Tier 3: interesting, optional, oversold

Then there's the frontier the marketing loves: "biological age" clocks, consumer microbiome kits, continuous glucose monitors for the metabolically healthy, sprawling genetic panels. Some of this is genuinely fascinating and a little of it will mature into everyday tools. But today, much of it is either not reliable enough to act on, or measures normal variation you'll mistake for a problem. There's no harm in curiosity if you can hold the results lightly. The harm comes when a shaky Tier 3 number overrides the boring Tier 1 fundamentals that actually determine your trajectory.

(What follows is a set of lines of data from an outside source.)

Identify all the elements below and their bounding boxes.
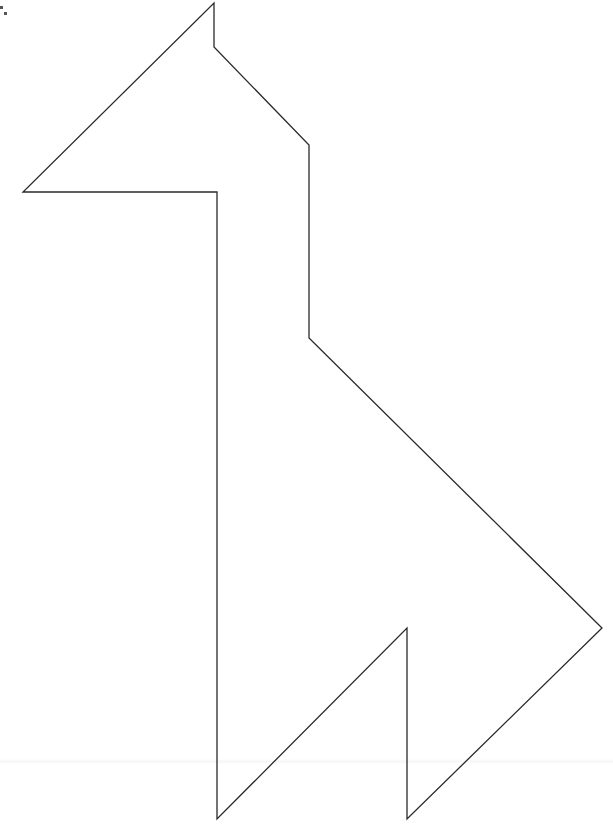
tangram-canvas <box>0 0 613 829</box>
corner-mark-dot <box>4 12 7 15</box>
giraffe-outline-svg <box>0 0 613 829</box>
corner-mark-dot <box>0 6 3 9</box>
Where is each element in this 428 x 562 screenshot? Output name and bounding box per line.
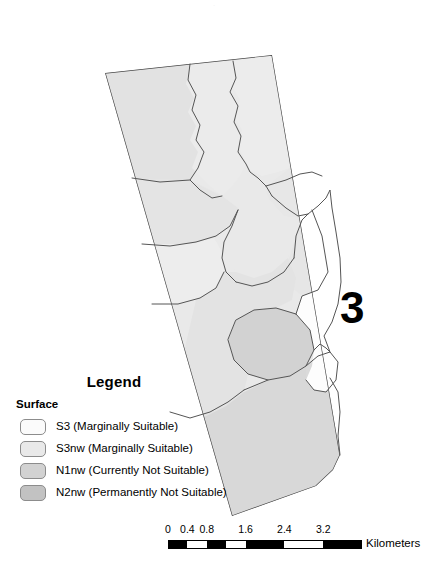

The measuring-instead-of-doing trap

There's a failure mode I've watched claim a lot of smart, driven people: measurement becomes a substitute for action. It feels productive — you buy the ring, order the panel, build the spreadsheet — and none of it changes a single habit. Tracking your VO₂ max is not the same as raising it; the number is a mirror, not a workout. If you're honest, most people already know the two or three things that would move their Tier 1 markers most, and they aren't measurement problems — they're a walk after dinner, a strength session, an earlier bedtime. Measure enough to point yourself in the right direction, then spend the bulk of your energy on the doing. The dashboard is there to serve the life, not the other way around.

How to actually use them

Pick a few Tier 1 markers and watch their trends, not their daily wobble — the same discipline that makes HRV useful. Get Tier 2 bloodwork periodically with your doctor. Let curiosity, not anxiety, govern Tier 3. And remember what the numbers are for: they're a rear-view mirror on habits, a way to catch drift and to see whether a change is working — not a scoreboard for your worth, and not a replacement for how you actually feel and function. The Agen Band and app exist to make the Tier 1 trends effortless so you can spend your attention on acting, not tracking.

The bottom line

The biomarkers that matter are fewer than the market implies: cardiorespiratory fitness, strength, resting heart rate and HRV, blood pressure, waist, and sleep you can track yourself; a handful of blood tests (lipids/ApoB, glucose/HbA1c, hs-CRP) to review with a doctor; and a frontier tier best treated as optional. Watch trends, act on the fundamentals, and don't let precise noise crowd out the signal. This is the measurement half of the story — the doing half comes together in building a longevity protocol. Educational only, not medical advice.